The selection is admirable. The letters give a lively impression of Cummings’s work and play over the whole range of his prolific years. The editors have given us a clean text, beautifully printed, little or no comment, very few notes. Perhaps they have been too abstemious. The book is addressed to “the common reader, especially the reader who is familiar with Cummings’s poems, plays, and prose narratives.” But editorial tact often gives the reader a headache. In 1919 Cummings wrote to his father, telling him in block capitals to read The Nation, May 3, pages 682 and 684, apparently an article on Russia. But it would be useful to know who wrote the article and, roughly, what he said. In many cases the common reader is likely to be puzzled by private detail; though there is pleasure in working things out. “Your excoed Billy the Medico made a far from noncelike W.C. of himself”; meaning, William Carlos Williams made a fool of himself. I suppose this is easy, but some of the conundrums are likely to keep the common reader busy.

Even Ezra Pound had trouble with Cummings’s letters. In 1950 he received a short epistle which referred to “Mr.Best” and “the Broad.” Confused, he asked the writer to explain himself. Mr.Best turned out to be Aristotle, the Broad became Plato, one up for Cummings in the etymological game.

The first letters are precocious works, young Estlin displaying his plumes for the approval of Mother and Dad.
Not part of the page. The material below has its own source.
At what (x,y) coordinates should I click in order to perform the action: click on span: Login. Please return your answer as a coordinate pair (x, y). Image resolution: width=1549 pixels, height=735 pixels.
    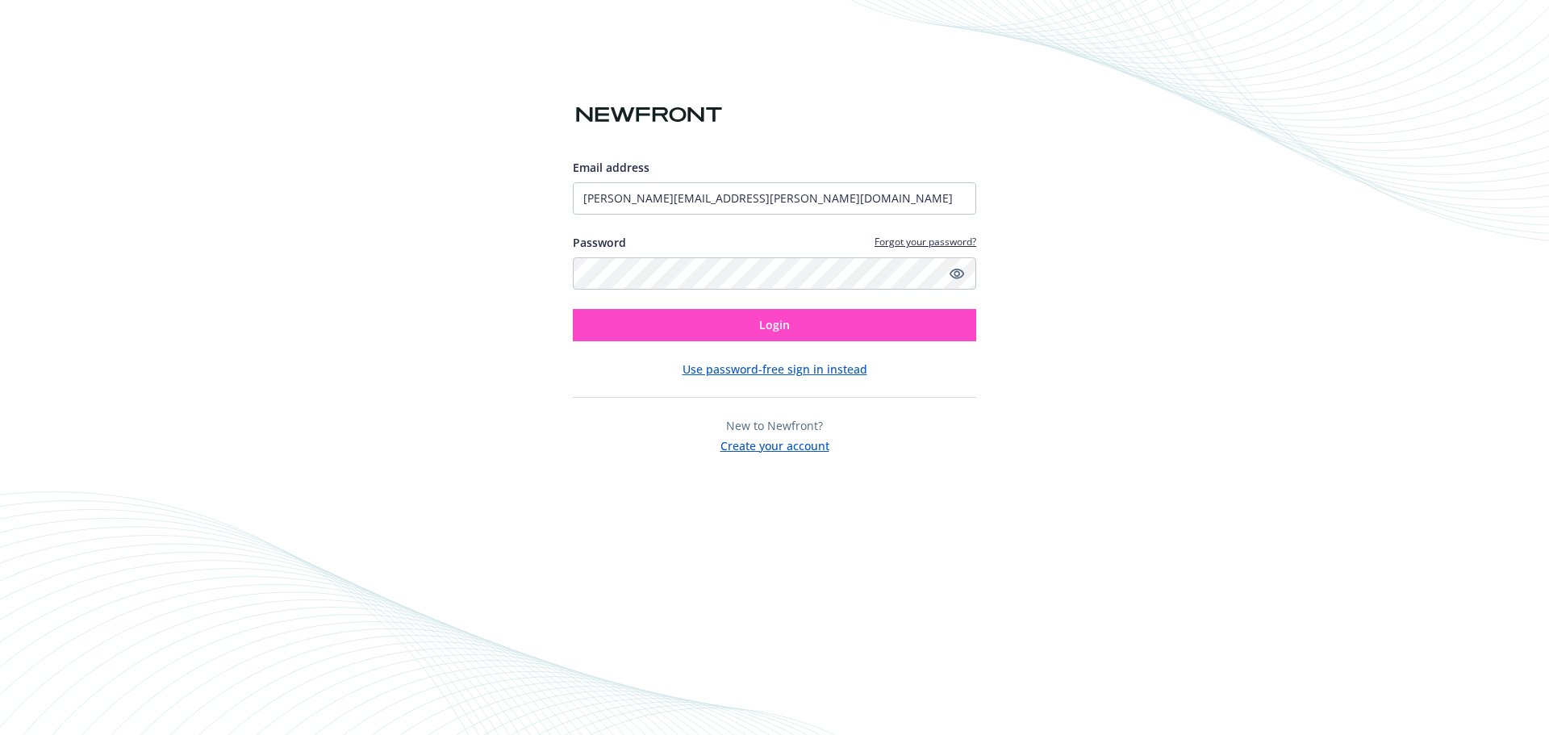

Toward his experience he adopted a stance of condescension, represented by inverted commas qualifying common nouns. His sensibility was already bending the language. In 1917 he reported to his mother from France:

At 11, 12 or 1 the next day they are “relieved” by their “comrades,” and go “home.” “My” conducteur is the most despicable, perhaps, “fellow” in the “camp.” He’s a tight-fisted, pull-for-special-privilege, turd, about 5 feet high, with a voice in b natural upper.

The same attitude persisted when he joined the Norton-Harjes American Ambulance Corps to serve with the French army: he never feels secure without his commas. The Enormous Room is an elaborate essay in the art of rising above one’s experience. The political equivalent is registered in the change from the “furiously socialistic” Cummings of enlistment to the lover of “limousines and Debussy” which he declared himself in 1918. Aesthetically, he was an aristocrat from the beginning, his birth at 104 Irving Street, Cambridge, Mass.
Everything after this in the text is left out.